How buckwheat helps the body handle inflammation

InflaPlex feeds inflammation; it doesn’t treat it or try to make it go away, because we recognize that inflammation is not a disease in itself, but rather a crucial part of the healing process. Buckwheat is one of the primary ingredients in our InflaPlex formula precisely because it aids and speeds along this process.

Buckwheat has been used medicinally in Southeast Asia for nearly six thousand years. From there, the use of buckwheat spread to Central Asia, the Middle East and Europe and made its way to North America in the 1600s.

The plant’s value lies in a special nutrient called rutin.

Inflammation is a process

There is a widespread misunderstanding about inflammation and what to do with it. This stems from the way that doctors commonly approach inflammatory conditions, which is to quell the inflammation with anti-inflammatory drugs. But from a basic biological point of view, inflammation is really part of an important healing process and not a disease in itself. Therefore, the body requires nutrients to see its way through to healing and recovery.

Inflammation, as a process, creates several important stages:

1. Bringing nutrients to the site of injury or infection
2. Increasing heat to the affected area
3. Increasing white blood cell response
4. Walling off the site of injury or infection with fluid (that creates swelling)
5. Creating pain so that the body lets you know it is injured and not to use the injured tissue (to avoid causing further injury or interfere with the healing process.

In essence, then, inflammation can be seen as part of the healing process.

Rutin comes to the rescue

Inflammation has much to do with blood vessels, nerves, and oxygen. When you are injured or have an infection (including a cold or even a serious disease), inflammation is a symptom.

Injury does not necessarily refer to external trauma caused such as a blow to the head or an automobile accident. It can also be from poor nutrition that leads to a breakdown of important tissues such as those comprising the blood vessels, joints and bones, stomach lining, eyes, skin, or respiratory system, to name but a few.

Rutin, a key nutrient in buckwheat, helps the body produce collagen and use vitamin C, which are needed to heal damaged tissues. Rutin also aids in blood circulation, which is the body’s means of bringing much-needed nutrients and certain cells to the site of infections and injuries. Rutin can help strengthen and increase flexibility in blood vessels, such as your arteries and capillaries, which leads to a healthier heart and cardiovascular system.

When inflammation is associated with arthritis, rutin helps ease the pain.

Additional benefits of rutin

Heavy metals can be toxic to the body, and as a result they cause inflammation when the body tries to get rid of them. Studies have shown that rutin can bind these metals, and keep them from causing toxic effects.

Rutin also counteracts platelet-activating factor, which causes blood clot formation and triggers inflammatory reactions of allergies. Plus, it can reduce the rate at which oxidized LDL cholesterol attracts the white blood cells that transform it into the plaque that hardens arteries.

Rutin is a mild anti-inflammatory agent and a strong antioxidant, and it strengthens the linings of blood vessels throughout the body, reducing bleeding and preventing collapse.

How Buckwheat Empowers InflaPlex

Buckwheat is the rutin-containing organic food within NutriPlex Formulas’ InflaPlex. We also include other anti-inflammatory foods such as echinacea, bilberry, wild pansy, carrot, alfalfa, kelp, and Shiitake mushroom, and much more, which have been clinically shown to support the body’s effort to address the underlying causes of inflammation. As with buckwheat, they support the inflammation process rather than trying to suppress it.

After all, inflammation is a natural response to injury and infection, so what the body needs the most is to have a supply of essential nutrients rather than to have its defense system quelled with anti-inflammatory drugs such as steroids.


> [WORK TO COMPLETE] Your response should be an exact transcription of the data, images excluded.

> [STORED DATA]
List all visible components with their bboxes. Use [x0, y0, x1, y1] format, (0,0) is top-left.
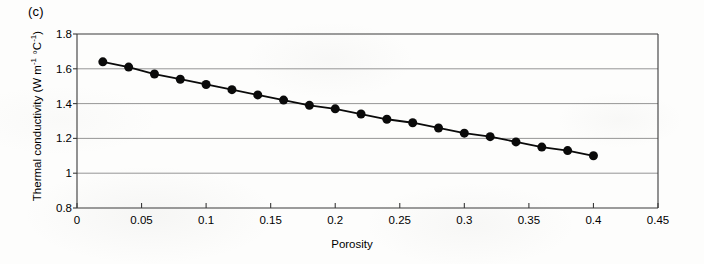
axis-frame [77, 34, 658, 208]
gridlines [77, 69, 658, 173]
data-series-markers [98, 57, 598, 160]
x-axis-title: Porosity [0, 238, 704, 250]
plot-area [0, 0, 704, 264]
figure-panel-c: (c) Thermal conductivity (W m-1 °C-1) 0.… [0, 0, 704, 264]
tick-marks [73, 34, 658, 208]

> [RESPONSE TO THIS TASK]
List all visible components with their bboxes. Use [x0, y0, x1, y1] format, (0,0) is top-left.
axis-frame [77, 34, 658, 208]
gridlines [77, 69, 658, 173]
data-series-markers [98, 57, 598, 160]
x-axis-title: Porosity [0, 238, 704, 250]
plot-area [0, 0, 704, 264]
figure-panel-c: (c) Thermal conductivity (W m-1 °C-1) 0.… [0, 0, 704, 264]
tick-marks [73, 34, 658, 208]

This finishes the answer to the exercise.